Extending Expiration dates of gnupg keys with the private key residing on a smart card
Peter Lebbing
peter at digitalbrains.com
Sun Apr 30 20:32:21 CEST 2017
Hi,
On 10/04/17 10:46, Johannes Graumann wrote:
> 2) Import offline master key (backup):
> gpg --import <KEYID>.master.key
- Which version of GnuPG is this? GnuPG 1.4 will not ever update the
secret part of a key, so you'll have to delete the existing copy first.
Be very careful! You're deleting a copy of your secret key, make sure
you know what you're doing. I believe this also went for 2.0 and only
2.1 can update secret keys, but I'm not sure and can't check from the
passenger seat of the car I'm in :-D.
- Note that you are negating a large part of an offline master key by
bringing it online. Usually, you'd use a different computer to do master
key operations on, a computer that doesn't have an internet connection.
If you're worried about your computer being hacked, note it usually
won't suddenly automatically become un-hacked later, it'll just stay
hacked until reinstalled. But there is no single correct answer to this.
> 3) Edit expiry of subkeys (pubkey):
> gpg --expert --edit-key <KEYID>
You shouldn't need to specify --expert to extend expiries.
> - toggle keys 1, 2, 3 (sign, encrypt, authentication)
> - expire: 1y
> - save
>
> 4) Remove secret master keys:
> gpg --delete-secret-keys <KEYID>
This has just removed all your private keys belonging to this
certificate, primary *and* subkeys.
> As a result the keys remain unavailable (expired?) to all means I
> intent to use them with (kmail/kgpg/kleopatra, evolution/seahorse,
> etc.).
... You /did/ just delete all keys :-).
You'll need to restore your private key from backup, and follow the
instructions you used earlier to create a subkey-only keyring.
By the way, it helps if you post the output of the commands, because we
can't see if they appear to have worked correctly. I mean the console
ones; I wouldn't start with all the effort of taking screenshots and
cropping them and uploading them to the web...
HTH,
Peter.
--
I use the GNU Privacy Guard (GnuPG) in combination with Enigmail.
You can send me encrypted mail if you want some privacy.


Going through the entries below, count each line containing the word "Consejo". Report the number only.

□ □ □

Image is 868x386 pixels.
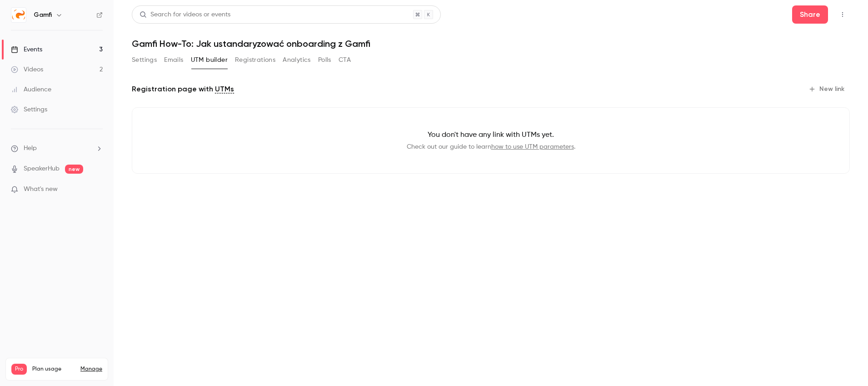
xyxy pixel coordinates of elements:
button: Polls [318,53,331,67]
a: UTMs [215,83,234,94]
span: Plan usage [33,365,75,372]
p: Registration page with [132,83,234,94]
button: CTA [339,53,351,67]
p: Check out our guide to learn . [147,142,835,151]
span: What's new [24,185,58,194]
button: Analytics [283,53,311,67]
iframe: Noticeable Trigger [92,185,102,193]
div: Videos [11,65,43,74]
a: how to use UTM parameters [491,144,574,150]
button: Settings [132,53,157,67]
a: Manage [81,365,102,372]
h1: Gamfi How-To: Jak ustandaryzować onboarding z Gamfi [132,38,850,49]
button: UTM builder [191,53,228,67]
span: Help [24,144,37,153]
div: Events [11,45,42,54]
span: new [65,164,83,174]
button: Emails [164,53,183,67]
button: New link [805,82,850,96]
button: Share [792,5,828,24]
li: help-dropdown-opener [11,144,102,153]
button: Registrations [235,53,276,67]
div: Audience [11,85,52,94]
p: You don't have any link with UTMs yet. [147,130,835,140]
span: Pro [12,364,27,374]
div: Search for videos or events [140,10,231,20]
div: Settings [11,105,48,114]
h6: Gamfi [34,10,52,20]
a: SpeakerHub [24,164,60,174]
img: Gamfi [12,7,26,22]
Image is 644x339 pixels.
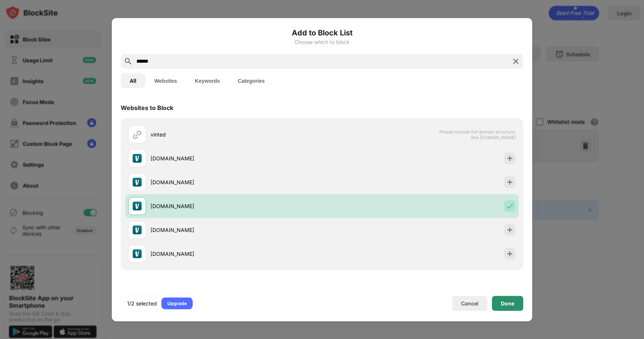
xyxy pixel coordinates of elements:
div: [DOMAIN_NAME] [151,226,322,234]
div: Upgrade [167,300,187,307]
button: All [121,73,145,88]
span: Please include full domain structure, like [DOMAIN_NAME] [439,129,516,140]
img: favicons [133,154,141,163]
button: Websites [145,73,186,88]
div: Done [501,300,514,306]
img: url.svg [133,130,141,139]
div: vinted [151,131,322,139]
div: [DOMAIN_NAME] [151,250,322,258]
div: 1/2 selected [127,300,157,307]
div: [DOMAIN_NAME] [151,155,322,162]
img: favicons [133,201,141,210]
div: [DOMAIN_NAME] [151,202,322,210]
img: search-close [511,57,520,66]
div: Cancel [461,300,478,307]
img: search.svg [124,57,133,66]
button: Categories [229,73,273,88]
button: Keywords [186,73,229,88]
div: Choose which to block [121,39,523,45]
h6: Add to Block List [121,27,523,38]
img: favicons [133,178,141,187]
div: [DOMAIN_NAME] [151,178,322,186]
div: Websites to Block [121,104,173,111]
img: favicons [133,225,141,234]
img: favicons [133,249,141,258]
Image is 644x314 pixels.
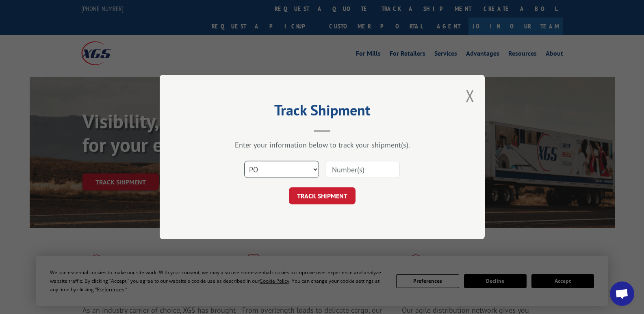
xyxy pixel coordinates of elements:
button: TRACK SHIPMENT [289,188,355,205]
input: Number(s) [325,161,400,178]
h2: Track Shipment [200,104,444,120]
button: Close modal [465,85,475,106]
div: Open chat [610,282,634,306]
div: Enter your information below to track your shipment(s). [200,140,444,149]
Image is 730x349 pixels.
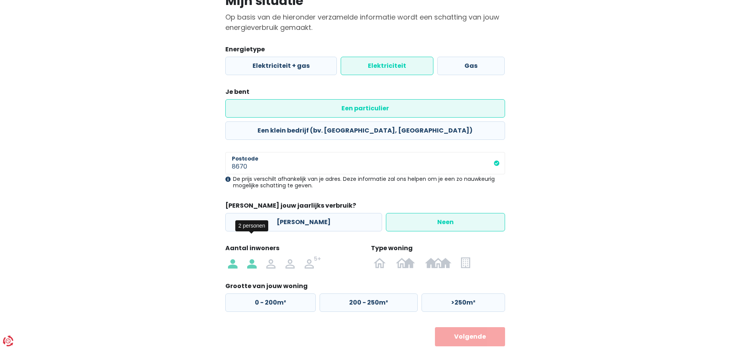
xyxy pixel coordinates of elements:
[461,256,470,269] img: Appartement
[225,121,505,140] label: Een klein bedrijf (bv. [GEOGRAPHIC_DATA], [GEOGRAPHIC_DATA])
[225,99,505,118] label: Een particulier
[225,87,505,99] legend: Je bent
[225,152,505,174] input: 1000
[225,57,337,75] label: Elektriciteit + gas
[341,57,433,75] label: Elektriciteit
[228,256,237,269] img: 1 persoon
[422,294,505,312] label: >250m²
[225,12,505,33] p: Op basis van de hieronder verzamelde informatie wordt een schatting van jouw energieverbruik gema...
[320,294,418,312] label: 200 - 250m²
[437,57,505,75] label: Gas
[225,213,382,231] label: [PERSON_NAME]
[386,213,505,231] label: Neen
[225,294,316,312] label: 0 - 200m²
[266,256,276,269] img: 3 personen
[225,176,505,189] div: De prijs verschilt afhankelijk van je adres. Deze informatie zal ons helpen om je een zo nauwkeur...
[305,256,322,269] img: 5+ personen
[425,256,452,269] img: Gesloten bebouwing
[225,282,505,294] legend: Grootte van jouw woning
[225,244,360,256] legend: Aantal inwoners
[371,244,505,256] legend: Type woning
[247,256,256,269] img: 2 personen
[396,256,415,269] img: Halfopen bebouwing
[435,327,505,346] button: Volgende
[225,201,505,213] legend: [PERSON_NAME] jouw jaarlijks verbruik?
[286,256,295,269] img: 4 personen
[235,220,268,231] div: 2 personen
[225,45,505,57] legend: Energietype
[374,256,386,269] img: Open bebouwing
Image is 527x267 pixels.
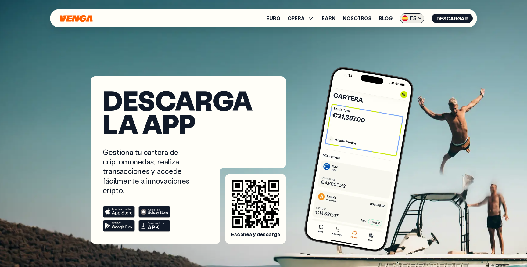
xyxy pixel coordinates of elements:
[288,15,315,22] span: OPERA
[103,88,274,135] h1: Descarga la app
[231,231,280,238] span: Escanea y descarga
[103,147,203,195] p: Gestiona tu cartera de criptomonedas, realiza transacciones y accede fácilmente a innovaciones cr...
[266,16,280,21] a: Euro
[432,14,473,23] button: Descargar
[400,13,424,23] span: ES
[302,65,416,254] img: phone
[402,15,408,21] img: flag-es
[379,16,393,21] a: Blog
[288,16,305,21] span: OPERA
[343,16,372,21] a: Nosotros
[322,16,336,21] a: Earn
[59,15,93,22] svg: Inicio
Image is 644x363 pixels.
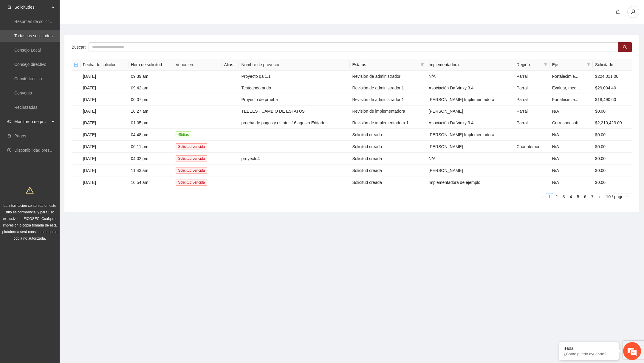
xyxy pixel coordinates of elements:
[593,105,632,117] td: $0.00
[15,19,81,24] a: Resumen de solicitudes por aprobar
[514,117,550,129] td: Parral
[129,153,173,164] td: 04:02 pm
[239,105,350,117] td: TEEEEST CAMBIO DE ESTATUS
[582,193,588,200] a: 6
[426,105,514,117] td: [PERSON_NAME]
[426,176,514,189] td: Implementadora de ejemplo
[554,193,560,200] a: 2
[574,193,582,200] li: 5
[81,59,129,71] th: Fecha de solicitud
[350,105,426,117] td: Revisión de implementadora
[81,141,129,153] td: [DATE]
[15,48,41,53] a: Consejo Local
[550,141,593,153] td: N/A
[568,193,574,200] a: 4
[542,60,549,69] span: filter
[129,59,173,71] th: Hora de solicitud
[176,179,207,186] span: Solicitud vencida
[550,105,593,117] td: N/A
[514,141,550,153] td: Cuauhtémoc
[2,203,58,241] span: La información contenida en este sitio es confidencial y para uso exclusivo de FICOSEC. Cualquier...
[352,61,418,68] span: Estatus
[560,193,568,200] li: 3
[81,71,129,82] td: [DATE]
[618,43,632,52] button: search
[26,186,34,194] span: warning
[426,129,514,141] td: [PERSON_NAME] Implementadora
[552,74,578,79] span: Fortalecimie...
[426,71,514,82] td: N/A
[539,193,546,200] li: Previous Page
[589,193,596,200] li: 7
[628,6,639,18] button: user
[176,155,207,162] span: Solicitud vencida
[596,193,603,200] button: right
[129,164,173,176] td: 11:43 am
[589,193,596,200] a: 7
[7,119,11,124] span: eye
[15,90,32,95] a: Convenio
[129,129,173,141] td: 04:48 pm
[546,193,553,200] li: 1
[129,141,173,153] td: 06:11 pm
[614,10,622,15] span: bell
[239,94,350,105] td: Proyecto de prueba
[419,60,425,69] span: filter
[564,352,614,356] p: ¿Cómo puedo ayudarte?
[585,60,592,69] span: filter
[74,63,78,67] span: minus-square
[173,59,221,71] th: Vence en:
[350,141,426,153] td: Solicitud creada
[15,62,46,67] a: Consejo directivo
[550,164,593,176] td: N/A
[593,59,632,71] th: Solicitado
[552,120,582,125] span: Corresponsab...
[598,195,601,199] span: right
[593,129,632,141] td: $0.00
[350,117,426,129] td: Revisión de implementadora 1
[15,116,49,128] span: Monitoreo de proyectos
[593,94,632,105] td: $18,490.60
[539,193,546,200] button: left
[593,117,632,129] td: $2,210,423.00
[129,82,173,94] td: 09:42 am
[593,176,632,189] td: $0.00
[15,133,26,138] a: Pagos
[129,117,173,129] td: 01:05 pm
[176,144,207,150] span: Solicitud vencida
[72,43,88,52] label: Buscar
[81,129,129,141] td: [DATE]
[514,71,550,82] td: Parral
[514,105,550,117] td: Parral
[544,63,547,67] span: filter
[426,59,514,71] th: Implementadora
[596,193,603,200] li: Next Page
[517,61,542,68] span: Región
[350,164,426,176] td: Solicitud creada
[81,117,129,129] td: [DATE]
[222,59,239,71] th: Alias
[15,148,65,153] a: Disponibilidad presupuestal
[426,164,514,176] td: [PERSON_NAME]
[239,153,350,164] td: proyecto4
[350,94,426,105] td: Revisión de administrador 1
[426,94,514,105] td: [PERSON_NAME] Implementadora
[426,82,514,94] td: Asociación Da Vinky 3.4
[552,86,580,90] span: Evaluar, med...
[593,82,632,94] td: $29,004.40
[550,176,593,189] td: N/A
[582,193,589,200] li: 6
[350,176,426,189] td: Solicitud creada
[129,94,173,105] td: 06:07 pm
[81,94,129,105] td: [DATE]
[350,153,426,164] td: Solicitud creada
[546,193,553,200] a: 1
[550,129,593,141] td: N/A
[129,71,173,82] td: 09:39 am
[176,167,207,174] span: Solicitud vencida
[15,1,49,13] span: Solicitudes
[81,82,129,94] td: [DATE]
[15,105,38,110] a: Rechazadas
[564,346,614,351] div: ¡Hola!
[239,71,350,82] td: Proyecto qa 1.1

□ □ □

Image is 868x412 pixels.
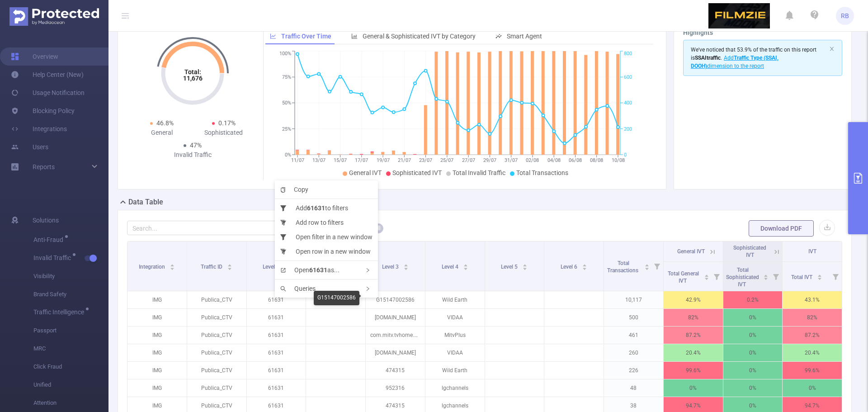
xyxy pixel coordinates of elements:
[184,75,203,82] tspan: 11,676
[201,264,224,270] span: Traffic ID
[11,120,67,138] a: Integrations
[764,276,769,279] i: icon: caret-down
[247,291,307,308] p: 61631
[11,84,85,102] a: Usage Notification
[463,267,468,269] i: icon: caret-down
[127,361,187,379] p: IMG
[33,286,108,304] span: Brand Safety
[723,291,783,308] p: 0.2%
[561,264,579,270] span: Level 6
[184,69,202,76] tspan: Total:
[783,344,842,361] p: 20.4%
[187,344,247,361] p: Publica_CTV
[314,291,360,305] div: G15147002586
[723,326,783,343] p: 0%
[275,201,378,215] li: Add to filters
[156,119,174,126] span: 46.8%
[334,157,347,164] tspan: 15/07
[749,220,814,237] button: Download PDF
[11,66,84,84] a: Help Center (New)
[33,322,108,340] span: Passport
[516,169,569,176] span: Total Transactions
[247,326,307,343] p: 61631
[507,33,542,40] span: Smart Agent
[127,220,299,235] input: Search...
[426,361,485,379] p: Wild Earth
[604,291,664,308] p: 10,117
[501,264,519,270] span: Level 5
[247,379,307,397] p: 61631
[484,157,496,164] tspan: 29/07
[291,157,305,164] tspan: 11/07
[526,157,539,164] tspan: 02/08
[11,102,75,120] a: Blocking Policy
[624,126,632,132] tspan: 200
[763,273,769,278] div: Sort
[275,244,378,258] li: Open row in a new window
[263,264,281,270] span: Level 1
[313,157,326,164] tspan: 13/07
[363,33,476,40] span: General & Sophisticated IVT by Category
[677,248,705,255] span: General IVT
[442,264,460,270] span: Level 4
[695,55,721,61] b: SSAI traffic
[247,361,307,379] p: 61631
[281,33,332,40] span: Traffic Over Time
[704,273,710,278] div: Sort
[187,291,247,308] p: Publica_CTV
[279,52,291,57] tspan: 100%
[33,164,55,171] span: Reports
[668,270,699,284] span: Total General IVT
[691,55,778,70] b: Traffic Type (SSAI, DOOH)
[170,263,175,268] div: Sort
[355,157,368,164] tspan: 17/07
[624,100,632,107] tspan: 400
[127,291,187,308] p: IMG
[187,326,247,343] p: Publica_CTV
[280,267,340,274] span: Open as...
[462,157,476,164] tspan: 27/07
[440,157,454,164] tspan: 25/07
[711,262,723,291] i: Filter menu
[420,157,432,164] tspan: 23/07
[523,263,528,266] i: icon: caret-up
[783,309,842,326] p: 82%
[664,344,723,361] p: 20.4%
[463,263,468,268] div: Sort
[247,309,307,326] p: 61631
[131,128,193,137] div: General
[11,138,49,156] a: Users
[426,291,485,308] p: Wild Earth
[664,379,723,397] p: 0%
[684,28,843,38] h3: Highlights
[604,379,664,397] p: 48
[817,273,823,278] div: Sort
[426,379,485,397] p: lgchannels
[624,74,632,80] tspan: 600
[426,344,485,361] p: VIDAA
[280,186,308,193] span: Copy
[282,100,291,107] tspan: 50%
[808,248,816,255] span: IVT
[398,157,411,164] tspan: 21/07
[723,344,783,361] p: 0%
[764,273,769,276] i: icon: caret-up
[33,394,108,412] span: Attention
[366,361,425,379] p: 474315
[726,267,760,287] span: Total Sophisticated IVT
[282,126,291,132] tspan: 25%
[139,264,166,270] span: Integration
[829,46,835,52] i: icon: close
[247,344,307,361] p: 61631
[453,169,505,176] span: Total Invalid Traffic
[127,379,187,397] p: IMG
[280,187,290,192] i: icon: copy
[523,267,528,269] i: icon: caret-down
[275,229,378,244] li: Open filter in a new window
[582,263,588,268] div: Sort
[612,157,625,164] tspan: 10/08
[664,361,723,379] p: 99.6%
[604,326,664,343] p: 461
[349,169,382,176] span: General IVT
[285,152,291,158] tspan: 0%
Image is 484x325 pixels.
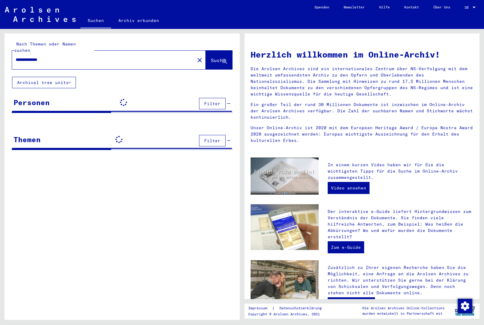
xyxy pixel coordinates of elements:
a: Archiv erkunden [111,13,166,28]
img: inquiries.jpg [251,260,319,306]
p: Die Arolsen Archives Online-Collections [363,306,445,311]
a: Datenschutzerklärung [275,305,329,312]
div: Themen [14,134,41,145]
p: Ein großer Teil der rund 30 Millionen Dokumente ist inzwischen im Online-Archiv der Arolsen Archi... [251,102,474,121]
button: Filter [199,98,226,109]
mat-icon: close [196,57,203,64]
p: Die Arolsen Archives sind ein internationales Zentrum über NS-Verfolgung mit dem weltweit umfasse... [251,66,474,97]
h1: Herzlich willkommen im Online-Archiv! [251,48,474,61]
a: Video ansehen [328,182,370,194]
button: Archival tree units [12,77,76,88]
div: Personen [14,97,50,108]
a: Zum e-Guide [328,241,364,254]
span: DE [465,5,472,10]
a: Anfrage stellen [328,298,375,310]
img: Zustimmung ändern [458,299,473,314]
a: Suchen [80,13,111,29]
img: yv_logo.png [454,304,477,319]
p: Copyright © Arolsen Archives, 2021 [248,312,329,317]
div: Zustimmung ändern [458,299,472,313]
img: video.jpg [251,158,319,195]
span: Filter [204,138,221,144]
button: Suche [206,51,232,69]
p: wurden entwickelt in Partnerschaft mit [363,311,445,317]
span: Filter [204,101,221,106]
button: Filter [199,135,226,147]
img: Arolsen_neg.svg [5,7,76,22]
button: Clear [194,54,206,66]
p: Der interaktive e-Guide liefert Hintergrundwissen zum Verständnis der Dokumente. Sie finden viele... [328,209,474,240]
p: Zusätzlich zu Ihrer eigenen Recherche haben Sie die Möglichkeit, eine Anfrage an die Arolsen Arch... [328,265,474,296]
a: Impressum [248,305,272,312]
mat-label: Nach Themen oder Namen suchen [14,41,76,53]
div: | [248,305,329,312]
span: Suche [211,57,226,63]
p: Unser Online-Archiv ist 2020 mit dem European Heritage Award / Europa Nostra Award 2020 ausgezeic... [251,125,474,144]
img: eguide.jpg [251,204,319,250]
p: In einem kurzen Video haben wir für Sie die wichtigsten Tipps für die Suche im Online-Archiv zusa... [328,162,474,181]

□ □ □

*Answer to the problem*. 2